My roommate,Sasha, cheers as my best friend, James, walks toward the table with a cake covered in candles. I smile and warmth spreads through me. Five years ago, I never thought I’d be this girl. Sitting in my own apartment with two best friends seemed like a dream.

After my mom died, I’d spent two years bouncing around from foster home to foster home. Finally, James’s parents took me in. Turns out, there are good people out there. They treated me as their own for my last year of mandated foster care. Even now, three years later, they insist that I call themMomandDad.

Aside from the family I’d inherited, the best thing that came out of finding them was James. He was my foster brother for a year, but we’d bonded immediately and had been best friends ever since.

“Happy Birthday to you, Happy Birthday to you…” my friends sing as James sets the flaming cake down in front of me.

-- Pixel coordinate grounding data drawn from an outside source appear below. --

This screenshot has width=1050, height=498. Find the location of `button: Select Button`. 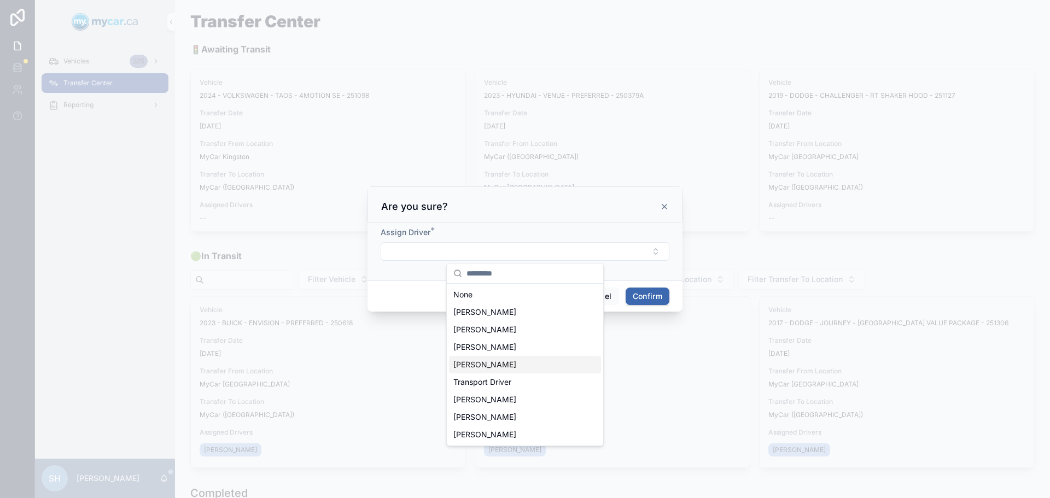

button: Select Button is located at coordinates (525, 252).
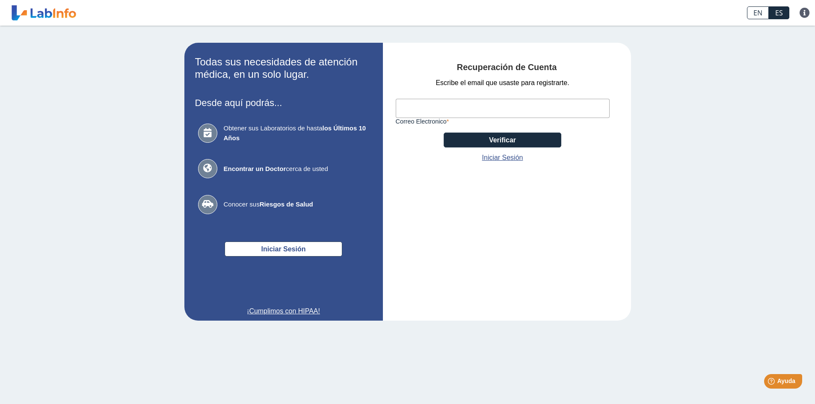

“Happy Birthday, dear Harper….”

I grin as I take in the startling amount of fire coming from the twenty-one candles on the cake.

They cheer as they finish the song and James wraps his arms around me. “Now hurry and blow it out before we set off the smoke detectors.”

“Ha ha,” I say. “Very funny.”

“Make a wish, Harper!” Sasha calls.

“Alright.” I close my eyes and think about the one thing I want more than anything in the world. A place to belong.

Don’t get me wrong, I love my friends. I love James and his parents. But my whole life I’ve felt like I don’t quite fit in like I should. It’s something that’s tugged on me for as long as I can remember. Even before I was the sad girl whose mom committed suicide. I’ve just never felt fully comfortable in my own skin. More than anything, I wanted to feelnormal.

Sometimes I worried there was something wrong with me. Like whatever it was that got so bad in my mom’s head that she had to end it all, was inside me too.

Not that my mom was a saint by any means, but she had been my mom. And I was honestly terrified I’d go down the same path as her. Addiction, strings of boyfriends… she always seemed like she was searching for something.

I don’t want to turn out like her. I want to find my place before I go down a similar path.

I hold the thought in my mind.Let me be normal. Let me feel content. Let me belong.I open my eyes and blow out the candles.

All but one goes out and James quickly blows it out. “Five second rule.”

“That’s for when you drop food, not for birthday candles,” I say.

He shrugs. “It makes more sense to be for birthday candles. We all know it doesn’t work for food.”

“Sounds like a thing to me,” Sasha says.

“I’ll take it,” I say. “Now, who wants cake?”

Sasha helps me cut the cake and sets the slices on plates. Before I met James, I’d had no friends. I was the weird girl. When I moved in with his family, he took me under his wing and nobody at his high school questioned it.

With his parent’s help, I’d even gained admission and a full scholarship to the local university.

In a million years, I never thought this would be my life. It still felt like it was going to be torn away from me at any minute.

Sasha hands me a pink paper plate with a slice of birthday cake. It’s a chocolate cake covered in thick white frosting and dusted in rainbow sprinkles. It smells like sugar and happiness. I’m pretty sure Caroline, James’s mom made the cake for me.

I take a bite and it’s just as delicious as it looks. “Tell your mom thanks.”

James takes a bite of his own cake. “I will.” He sets his plate down. “Hey, speaking of my mom.”

He pulls an envelope out of his pocket. He’d rolled it to fit and it’s so curved it won’t flatten.

I accept it from him and open it. Inside is a sweet card addressed toOur Daughterthat makes my eyes sting with tears. They also included more cash than I typically make in a month at my work study job. “That’s too much.”